By Nicholas Hookway, University of Tasmania
With her lies about having cancer and her willingness to cash in on the hopes of actual cancer patients, Belle Gibson – the Australian woman behind The Whole Pantry app – is indicative of our run-down, self-indulgent and narcissistic moral world, right?
From an insatiable desire for fame and attention to the shallowness and consumerism of the wellness and New Age movement, Gibson’s tale of deceit embodies all that is wrong with the modern world. Or so the thinking goes.
But there’s a different story to be told here: one that focuses not on Gibson’s shocking lie that she healed herself naturally of cancer but the overwhelming moral response to her mass deception and the social role this plays.

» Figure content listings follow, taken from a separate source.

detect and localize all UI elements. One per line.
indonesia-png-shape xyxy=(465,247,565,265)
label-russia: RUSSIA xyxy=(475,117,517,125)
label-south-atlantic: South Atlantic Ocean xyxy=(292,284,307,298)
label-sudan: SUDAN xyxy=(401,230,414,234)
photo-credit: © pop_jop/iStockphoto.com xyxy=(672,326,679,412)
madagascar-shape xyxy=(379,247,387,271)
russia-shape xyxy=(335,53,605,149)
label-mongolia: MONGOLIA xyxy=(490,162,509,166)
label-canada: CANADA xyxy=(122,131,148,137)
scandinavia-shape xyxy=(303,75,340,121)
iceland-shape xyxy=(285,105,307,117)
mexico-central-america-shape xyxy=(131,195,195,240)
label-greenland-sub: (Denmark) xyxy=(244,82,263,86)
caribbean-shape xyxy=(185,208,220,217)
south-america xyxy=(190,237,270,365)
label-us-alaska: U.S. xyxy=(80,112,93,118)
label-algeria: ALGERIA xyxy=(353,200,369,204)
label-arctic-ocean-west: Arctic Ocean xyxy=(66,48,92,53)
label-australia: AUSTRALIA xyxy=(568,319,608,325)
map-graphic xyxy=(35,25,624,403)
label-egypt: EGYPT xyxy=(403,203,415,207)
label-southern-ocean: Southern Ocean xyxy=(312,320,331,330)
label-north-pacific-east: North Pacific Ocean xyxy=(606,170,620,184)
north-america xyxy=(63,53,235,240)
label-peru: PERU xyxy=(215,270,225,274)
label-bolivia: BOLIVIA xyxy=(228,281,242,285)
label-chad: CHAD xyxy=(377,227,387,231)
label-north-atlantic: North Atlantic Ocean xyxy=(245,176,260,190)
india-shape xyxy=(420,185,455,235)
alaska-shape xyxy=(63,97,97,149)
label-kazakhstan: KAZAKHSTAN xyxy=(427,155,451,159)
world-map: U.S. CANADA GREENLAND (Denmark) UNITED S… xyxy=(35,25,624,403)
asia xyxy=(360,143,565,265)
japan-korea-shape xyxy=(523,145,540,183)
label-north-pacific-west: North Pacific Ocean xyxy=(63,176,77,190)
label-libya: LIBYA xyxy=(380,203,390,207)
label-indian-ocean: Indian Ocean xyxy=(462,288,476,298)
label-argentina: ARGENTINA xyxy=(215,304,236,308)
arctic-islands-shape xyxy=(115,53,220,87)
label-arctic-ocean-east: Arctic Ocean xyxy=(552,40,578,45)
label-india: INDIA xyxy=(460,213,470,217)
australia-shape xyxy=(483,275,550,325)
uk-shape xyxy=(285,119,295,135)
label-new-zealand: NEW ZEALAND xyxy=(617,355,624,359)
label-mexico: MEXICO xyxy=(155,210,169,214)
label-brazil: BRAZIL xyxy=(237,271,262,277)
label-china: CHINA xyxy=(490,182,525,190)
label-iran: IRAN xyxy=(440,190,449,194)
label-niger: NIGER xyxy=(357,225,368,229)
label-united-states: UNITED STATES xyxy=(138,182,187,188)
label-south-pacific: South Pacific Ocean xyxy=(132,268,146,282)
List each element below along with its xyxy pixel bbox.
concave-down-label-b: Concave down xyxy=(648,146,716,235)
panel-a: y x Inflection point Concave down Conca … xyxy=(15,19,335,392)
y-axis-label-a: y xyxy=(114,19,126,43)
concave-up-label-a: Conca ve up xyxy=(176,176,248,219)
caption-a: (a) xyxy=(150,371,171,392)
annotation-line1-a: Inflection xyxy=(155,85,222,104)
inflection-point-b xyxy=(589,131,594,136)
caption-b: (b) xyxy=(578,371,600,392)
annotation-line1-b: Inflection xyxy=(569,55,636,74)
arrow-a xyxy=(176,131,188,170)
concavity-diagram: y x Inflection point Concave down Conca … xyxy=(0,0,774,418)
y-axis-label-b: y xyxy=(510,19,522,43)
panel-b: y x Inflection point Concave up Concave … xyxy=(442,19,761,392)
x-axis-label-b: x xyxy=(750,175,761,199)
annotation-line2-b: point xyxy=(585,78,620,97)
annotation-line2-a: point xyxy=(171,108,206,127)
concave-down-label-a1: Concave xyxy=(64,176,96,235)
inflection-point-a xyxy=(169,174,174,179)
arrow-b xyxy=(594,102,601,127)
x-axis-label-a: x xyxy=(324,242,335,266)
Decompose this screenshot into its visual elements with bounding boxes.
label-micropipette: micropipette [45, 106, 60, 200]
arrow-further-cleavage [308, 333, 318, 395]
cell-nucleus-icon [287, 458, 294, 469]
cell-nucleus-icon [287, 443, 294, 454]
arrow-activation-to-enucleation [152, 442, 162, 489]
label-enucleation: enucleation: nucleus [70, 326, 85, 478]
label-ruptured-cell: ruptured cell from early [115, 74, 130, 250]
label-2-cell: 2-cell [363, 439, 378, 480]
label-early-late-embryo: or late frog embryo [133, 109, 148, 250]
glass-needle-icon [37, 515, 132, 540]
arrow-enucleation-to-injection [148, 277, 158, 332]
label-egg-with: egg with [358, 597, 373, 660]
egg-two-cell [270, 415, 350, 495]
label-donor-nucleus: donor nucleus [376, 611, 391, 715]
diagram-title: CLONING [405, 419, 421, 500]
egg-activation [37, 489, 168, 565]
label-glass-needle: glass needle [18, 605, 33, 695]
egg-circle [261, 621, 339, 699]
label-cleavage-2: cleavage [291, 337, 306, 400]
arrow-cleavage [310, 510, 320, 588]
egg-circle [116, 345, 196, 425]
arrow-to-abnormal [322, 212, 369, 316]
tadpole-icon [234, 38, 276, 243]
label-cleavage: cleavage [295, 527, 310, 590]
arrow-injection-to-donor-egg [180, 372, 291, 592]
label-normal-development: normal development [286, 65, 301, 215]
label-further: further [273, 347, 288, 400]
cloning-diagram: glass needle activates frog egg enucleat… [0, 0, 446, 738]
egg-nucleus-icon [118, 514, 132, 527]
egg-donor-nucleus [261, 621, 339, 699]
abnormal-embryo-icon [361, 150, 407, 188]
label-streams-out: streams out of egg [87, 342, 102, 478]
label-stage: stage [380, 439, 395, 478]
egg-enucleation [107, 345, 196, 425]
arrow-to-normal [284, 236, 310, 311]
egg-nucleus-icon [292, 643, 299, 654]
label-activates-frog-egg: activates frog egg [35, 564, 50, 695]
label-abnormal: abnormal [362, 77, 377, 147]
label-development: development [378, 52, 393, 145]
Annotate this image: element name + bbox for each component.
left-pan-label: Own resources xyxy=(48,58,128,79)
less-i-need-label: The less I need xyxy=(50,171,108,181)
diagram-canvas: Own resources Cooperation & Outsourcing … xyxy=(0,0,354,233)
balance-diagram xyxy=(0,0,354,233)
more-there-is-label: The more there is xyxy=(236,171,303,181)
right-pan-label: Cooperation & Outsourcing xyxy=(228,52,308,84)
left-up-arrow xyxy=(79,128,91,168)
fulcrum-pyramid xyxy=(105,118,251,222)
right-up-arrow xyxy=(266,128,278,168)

From a raging Twittersphere to talk-back radio to water cooler conversations, the backlash to Gibson’s deceit reminds us that we have a strong and lively moral culture.
The collective disgust works, effectively, to reinforce the values we hold dear.
Belle Gibson: a fallen god of self-improvement culture
You know the argument: Western culture has been overtaken by an “anything goes” relativism and as a result we have lost touch with foundational moral laws and principles. Without the moral anchors of the past – community, religion and tradition – we are left bobbing on the ocean without a moral compass.
The growth of self-help or “therapeutic” culture gets wrapped up in this narrative of decline. Belle Gibson, of course, had been elevated to a modern-day god of our wellness and self-improvement culture.